What do you think about this idea - create a tool that makes it dead-easy for owners of user content-driven websites to drop-in the ability for users to access detailed analytics about the content that they have created.

I think that narcissistic social media addicts would love the ability to track how popular their postings are on their favourite sites.

Now that Google have released an API for Google Analytics, it would be relatively easy to piggyback off website owners’ existing GA accounts, slice the data up and present the analytics relevant to a particular page or section of the site that your current user is interested in.

Clicking on a ’stats’ link beside any of their posted content could take the user to a page full of funky flash charts illustrating their recent rise to fame. Widgets such as top 10 content and user popularity rankings could be derived from the analytics data and posted on home and profile pages.

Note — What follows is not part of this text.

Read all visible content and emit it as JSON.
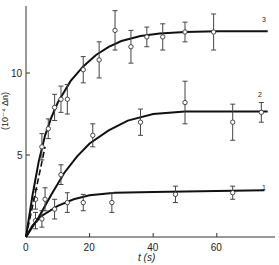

Users could be alerted by email or IM when their content has just gone viral, then transported to a real-time updating page where they could watch the action unfold.

I think that the sell to website owners would be pretty easy - they stand to increase user engagement and frequency of visits to their site, and they are giving their most fanatical users exactly what they want - which is always a smart thing to do.

Event tracking in Google Analytics

I did some experimentation with a really nice feature in Google Analytics called event tracking the other day, and I wrote about it in the thruSITES blog.

Theoretically, you could trigger an event for almost any sort of event within the user interface of your web site. You could even do tricky stuff like record how far users get through a form before bailing out. Or even how long users are taking to get through a form on average, using the optional_value field.

Read the whole post: Event tracking in Google Analytics.